Sunday, January 30, 2011

Civilians in War Zones and International Law

In a discussion on Civilians in War Zones, eminent Judge, Richard Goldstone, formerly of the Constitutional Court of South Africa, characterized the last century as “very bloody”. At the beginning of the 20th century, there was one civilian killed for every eight or nine soldiers. In World War II, the ratio became 1 to 1. Now, for every soldier killed, nine civilians die. The cause is the use of indiscriminate air power which pays propaganda value lip service to supposed minimization of collateral damage, a euphemism for civilian injuries, but also because of “deliberate attacks against civilians” to terrorize them.

Though we already have some excellent international court facilities, like The Hague in Holland, not all countries co-operate in making them effective, including the US, and so to deter this trend, Goldstone wants better international courts and more international co-operation to bring criminals to justice:

Our only hope is in an efficient, international system of justice&hellip [and] …an effective, coherent international system of law.

The widespread availability of pictorial evidence, from digital cameras, mobile phones and hand held movie cameras, easily transmitted from country to country by the internet offers new ways of bringing criminals to justice. He said:

There should be true equality. People’s human dignity and their right to that dignity needs to be recognized, [through] a concerted effort to implement international law.

Helen Stacy, a Stanford scholar in international and comparative law, pointed to the admirable role of the US in bringing about the adoption of the Universal Declaration of Human Rights, and in pressing on with the Nuremberg Trials. Yet the US has fallen short of its once impressive standards in refusing to sign, for example, the Convention on the Rights of the Child. 194 nations have ratified this convention including all of the nations in the UN except Somalia and the US! Equally, the UN Convention on the Elimination of All Forms of Discrimination Against Women, has only not been signed by the US.

The US has, of course, liberal forms of expression, and so notionally it is possible for citizens to raise these issues and press for them, but It is pretty plain to outsiders, if not to many people within the US system, that the fault in the system is the press and broadcast media which are overwhelmingly owned by one small section of society with a view of the world that does not favor many of these conventions, for all the past reputation of the US. The media either fail to highlight important international issues, or make light of them. Professor James Campbell, who headed Brown University’s Steering Committee on Slavery and Justice, said:

Conversations like this are enormously important. The future of international humanitarian law is being determined.

International humanitarian law is “a constant struggle, an inescapably political struggle assailed by powerful enemies, and curiously mocked by a public that regards it as naïve, feckless, or who regard the idea of international law as an oxymoron”. Nevertheless, “the rapid expansion of international law is ongoing… Just as freedom is a constant struggle, so is international humanitarian law. It is being waged in our country, in dialogues like the one we’re having today”.

Ultimately, the skepticism about international law, will remain valid as long as the most powerful country in the deliberately stands in the way of effective implementation because it prefers to be its own law. That would be fine, if that country operated internationally by the legal and democratic principles which it is fond of citing. Instead it uses the double talk of John Foster Dulles—it always agrees in principle, while in practice putting every obstacle in the way.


### Task description
Below are the records; pull every line that includes "Preschool".

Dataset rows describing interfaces
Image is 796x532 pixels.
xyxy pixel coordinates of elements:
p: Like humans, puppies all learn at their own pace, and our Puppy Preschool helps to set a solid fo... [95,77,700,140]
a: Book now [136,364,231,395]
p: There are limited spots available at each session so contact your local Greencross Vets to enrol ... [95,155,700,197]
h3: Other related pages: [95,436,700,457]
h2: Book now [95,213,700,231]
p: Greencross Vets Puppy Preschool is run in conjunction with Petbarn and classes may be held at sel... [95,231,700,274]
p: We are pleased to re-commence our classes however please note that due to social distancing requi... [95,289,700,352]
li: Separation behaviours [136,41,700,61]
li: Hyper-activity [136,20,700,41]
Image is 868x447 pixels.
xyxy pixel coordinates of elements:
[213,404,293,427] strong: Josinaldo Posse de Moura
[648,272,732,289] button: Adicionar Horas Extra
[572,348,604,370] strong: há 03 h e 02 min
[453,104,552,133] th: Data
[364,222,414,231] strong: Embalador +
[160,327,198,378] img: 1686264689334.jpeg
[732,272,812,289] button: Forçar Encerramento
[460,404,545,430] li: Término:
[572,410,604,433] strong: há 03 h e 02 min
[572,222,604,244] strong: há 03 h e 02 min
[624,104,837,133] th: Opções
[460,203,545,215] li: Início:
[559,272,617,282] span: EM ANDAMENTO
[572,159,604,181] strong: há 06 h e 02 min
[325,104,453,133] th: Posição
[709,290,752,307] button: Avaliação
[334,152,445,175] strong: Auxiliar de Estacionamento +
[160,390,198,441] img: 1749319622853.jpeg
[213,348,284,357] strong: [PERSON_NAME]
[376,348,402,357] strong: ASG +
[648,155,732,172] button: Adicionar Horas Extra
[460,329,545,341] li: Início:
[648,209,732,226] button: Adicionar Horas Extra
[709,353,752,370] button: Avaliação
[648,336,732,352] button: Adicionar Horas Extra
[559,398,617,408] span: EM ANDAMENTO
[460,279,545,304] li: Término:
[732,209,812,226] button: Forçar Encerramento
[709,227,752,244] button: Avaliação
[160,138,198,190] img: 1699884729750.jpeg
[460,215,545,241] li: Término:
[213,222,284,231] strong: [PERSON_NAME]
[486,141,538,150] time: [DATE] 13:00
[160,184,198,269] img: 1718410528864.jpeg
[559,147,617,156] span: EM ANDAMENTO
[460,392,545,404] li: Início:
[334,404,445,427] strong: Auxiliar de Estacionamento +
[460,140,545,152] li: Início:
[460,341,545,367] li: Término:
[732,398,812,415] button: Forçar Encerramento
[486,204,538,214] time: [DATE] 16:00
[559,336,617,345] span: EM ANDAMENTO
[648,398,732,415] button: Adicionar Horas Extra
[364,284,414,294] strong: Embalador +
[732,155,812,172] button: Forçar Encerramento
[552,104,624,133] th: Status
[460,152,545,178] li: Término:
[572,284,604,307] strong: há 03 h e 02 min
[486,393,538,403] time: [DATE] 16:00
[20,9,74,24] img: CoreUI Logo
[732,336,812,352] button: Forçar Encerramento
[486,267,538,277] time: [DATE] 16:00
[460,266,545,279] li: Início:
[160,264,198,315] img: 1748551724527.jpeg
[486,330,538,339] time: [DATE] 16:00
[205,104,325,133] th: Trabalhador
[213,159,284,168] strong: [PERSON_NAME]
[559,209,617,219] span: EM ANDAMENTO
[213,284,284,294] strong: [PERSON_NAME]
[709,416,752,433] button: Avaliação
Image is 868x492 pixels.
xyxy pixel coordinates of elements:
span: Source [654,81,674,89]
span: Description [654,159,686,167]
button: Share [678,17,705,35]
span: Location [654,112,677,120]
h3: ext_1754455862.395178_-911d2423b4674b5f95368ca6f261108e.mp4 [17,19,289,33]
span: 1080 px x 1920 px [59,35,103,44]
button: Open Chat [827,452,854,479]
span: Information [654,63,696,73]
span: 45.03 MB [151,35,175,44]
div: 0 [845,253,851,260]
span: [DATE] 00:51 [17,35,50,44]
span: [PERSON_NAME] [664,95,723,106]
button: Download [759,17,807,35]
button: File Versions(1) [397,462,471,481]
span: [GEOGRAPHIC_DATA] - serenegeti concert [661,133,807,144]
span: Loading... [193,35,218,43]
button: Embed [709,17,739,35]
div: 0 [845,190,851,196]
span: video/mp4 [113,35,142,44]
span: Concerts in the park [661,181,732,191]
...
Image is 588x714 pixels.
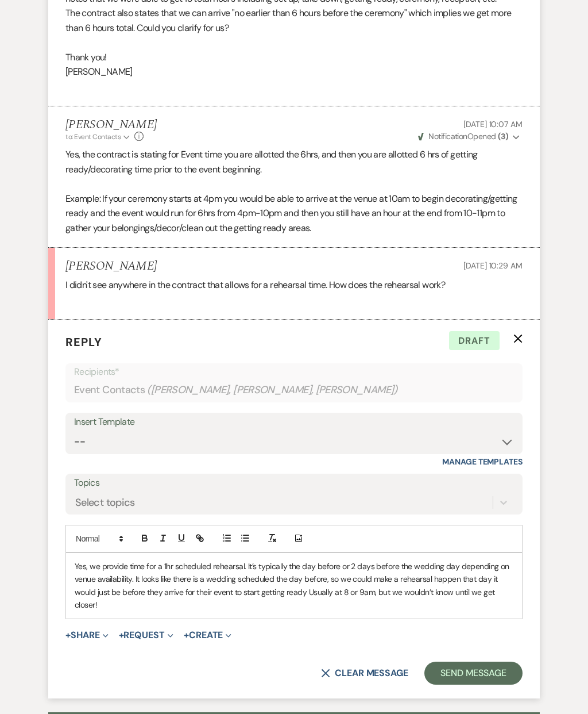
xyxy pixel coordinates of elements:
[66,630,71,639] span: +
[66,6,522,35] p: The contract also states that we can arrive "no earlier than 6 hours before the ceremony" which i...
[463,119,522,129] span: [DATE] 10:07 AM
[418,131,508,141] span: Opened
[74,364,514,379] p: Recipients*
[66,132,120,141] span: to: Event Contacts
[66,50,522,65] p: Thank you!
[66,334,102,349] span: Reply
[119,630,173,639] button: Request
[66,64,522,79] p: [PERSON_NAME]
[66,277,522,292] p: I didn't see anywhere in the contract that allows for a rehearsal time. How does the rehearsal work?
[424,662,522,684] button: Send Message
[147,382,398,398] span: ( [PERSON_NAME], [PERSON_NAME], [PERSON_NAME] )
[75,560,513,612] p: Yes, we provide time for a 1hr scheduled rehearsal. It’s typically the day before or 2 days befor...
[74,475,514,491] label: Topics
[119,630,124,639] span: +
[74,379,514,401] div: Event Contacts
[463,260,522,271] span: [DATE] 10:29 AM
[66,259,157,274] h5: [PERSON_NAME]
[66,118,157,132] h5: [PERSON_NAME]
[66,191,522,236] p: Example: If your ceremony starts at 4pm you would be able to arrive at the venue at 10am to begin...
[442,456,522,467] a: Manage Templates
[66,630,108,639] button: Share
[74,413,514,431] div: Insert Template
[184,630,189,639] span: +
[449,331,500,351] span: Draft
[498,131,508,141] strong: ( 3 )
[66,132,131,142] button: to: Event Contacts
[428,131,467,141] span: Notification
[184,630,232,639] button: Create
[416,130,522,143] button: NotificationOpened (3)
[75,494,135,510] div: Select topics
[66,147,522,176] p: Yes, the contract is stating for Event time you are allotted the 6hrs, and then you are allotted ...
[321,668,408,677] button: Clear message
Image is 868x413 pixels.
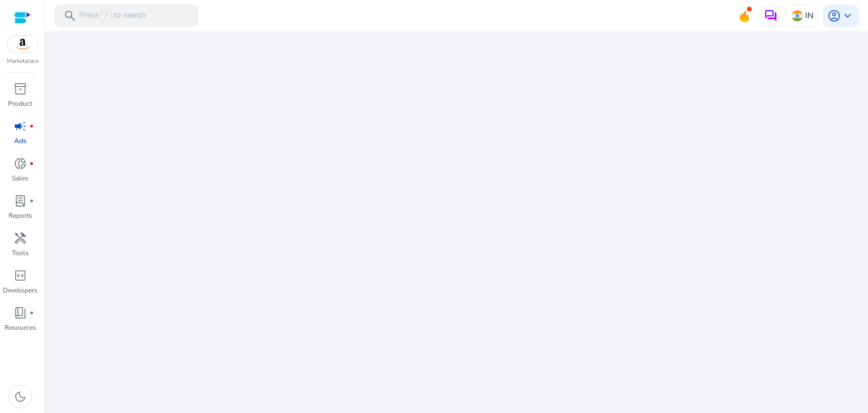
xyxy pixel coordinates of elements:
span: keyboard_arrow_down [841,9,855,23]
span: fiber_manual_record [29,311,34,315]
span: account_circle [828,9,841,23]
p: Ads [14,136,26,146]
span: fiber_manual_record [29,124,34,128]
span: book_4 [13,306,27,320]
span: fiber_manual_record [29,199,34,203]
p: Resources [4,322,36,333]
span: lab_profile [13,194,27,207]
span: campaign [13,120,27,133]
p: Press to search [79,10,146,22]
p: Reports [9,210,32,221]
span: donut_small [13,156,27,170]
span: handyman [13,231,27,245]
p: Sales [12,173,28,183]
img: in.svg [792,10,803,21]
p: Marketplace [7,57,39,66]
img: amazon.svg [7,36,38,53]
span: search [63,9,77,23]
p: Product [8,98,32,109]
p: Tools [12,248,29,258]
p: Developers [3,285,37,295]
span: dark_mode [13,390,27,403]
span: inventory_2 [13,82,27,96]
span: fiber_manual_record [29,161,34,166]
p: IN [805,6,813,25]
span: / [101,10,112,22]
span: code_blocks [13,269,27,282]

### Answer to the problem
p: Like humans, puppies all learn at their own pace, and our Puppy Preschool helps to set a solid fo... [95,77,700,140]
p: Greencross Vets Puppy Preschool is run in conjunction with Petbarn and classes may be held at sel... [95,231,700,274]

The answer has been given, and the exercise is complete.